Today, some hedge funds deploy Jones's strategy, but most invest in a more opportunistic way, taking positions in mergers, buying and selling currency, or using leverage to purchase pieces of companies their managers like. "Do Hedge Funds Hedge?" was the title of a well-known 2001 paper in the Journal of Portfolio Management. The answer: not so much. Instead, they try to make money any way they can.
Still, there's no reason you can't build a hedge against the vicissitudes of the market-a buffer against a severe decline in stocks. This may sound odd, coming from me. I'm an evangelist for long-term investing and a believer that you should just ride out the rough seas.
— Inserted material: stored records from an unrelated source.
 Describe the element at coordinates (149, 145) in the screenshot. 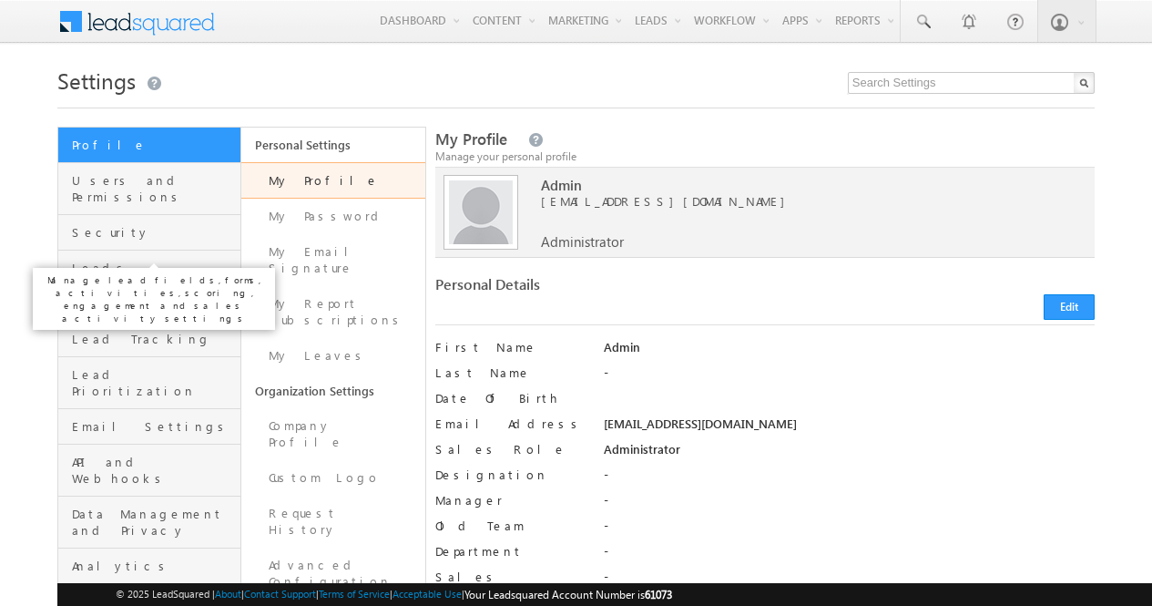

I see `a: Profile` at that location.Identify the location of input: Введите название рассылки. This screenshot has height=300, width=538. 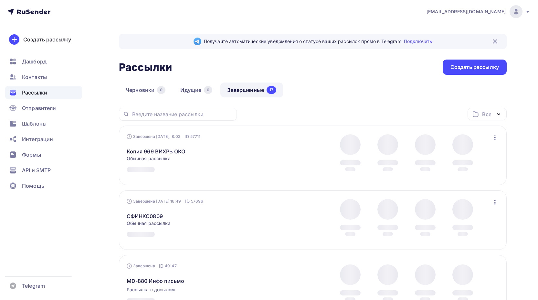
(183, 114).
I have also been optimistic during the past six months that the bottom won't drop out of the economy.
Stocks have certainly had their ups and downs, but the Dow Jones industrial average, my favored index for its relative stability, was at roughly the same level at the end of January 2023 as it was a year earlier. Yes, the S&P 500 index, which is broader, has fallen about 8%. (Returns and other data in this article are as of January 31.) But considering that the war in Ukraine and COVID are still raging and the Fed has raised rates by 4.50 percentage points since March 2022, well ... down 8% isn't that bad.
And that's what worries me. As they used to say in the Old West: It's just too quiet out there.